We should attempt to bring nature, houses, and human beings together in a higher unity.
You can teach students how to work; you can teach them technique - how to use reason; you can even give them a sense of proportions - of order. You can teach them general principles.
Interpretation
What this quote means
The quote emphasizes the multifaceted nature of teaching, highlighting that education goes beyond mere technique to include reasoning and principles.
Ludwig Mies Van Der Rohe's quote underscores that effective education is not limited to imparting technical skills or specific knowledge. It encompasses a broader spectrum, including teaching students how to think critically, understand the principles behind techniques, and appreciate the importance of order and proportion. This holistic approach aims to cultivate well-rounded individuals who are equipped not just with skills but with the reasoning necessary to apply them effectively.
Themes
In practice
Example use cases
In a graduation speech to inspire future teachers.
More from Ludwig Mies Van Der Rohe
All quotes →Architecture depends on facts, but its real field of activity lies in the realm of the significance.
The demands of the time for objectivity and functionality must be fulfilled. If that clearly happens, then the buildings of our day will convey the greatness of which the age is capable, and only a fool will maintain that they lack it.
I think that an industrial process is not like a rubber stamp. Everything has to be put together and, as such, should have its own expression.
Reinforced concrete buildings are by nature skeletal buildings. No noodles nor armoured turrets. A construction of girders that carry the weight, and walls that carry no weight. That is to say, buildings consisting of skin and bones.
Modern buildings of our time are so huge that one must group them. Often the space between these buildings is as important as the buildings themselves.
Similar quotes
I think children love reading, and they will make time for it if we put the right books into their hands. And I hope I get the chance to keep being one of the people that writes them.
The so-called modern education, with all its defects, however, does others so much more good than it does the Negro, because it has been worked out in conformity to the needs of those who have enslaved and oppressed weaker peoples.
Teach them the quiet words of kindness, to live beyond themselves.
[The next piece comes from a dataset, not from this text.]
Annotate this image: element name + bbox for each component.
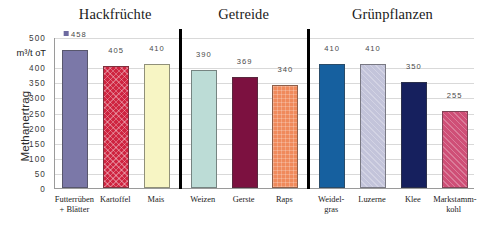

Urge them toward excellence, drive them toward gentleness, pull them deep into yourself, pull them upward toward manhood, but softly like an angel arranging clouds. Let your spirit move through them softly.
I know a good many men of great learning-that is, men born with an extraordinary eagerness and capacity to acquire knowledge. One and all, they tell me that they can't recall learning anything of any value in school. All that schoolmasters managed to accomplish with them was to test and determine the amount of knowledge that they had already acquired independently-and not infrequently the determination was made clumsily and inaccurately.
Boosting education will be a direct counterbalance to Boko Haram's appeal. In particular we must educate more young girls, ensuring they will grow up to be empowered through learning to play their full part as citizens of Nigeria and pull themselves up and out of poverty.
In nine months, a group of children left alone with a computer in any language will reach the same standard as an office secretary in the West.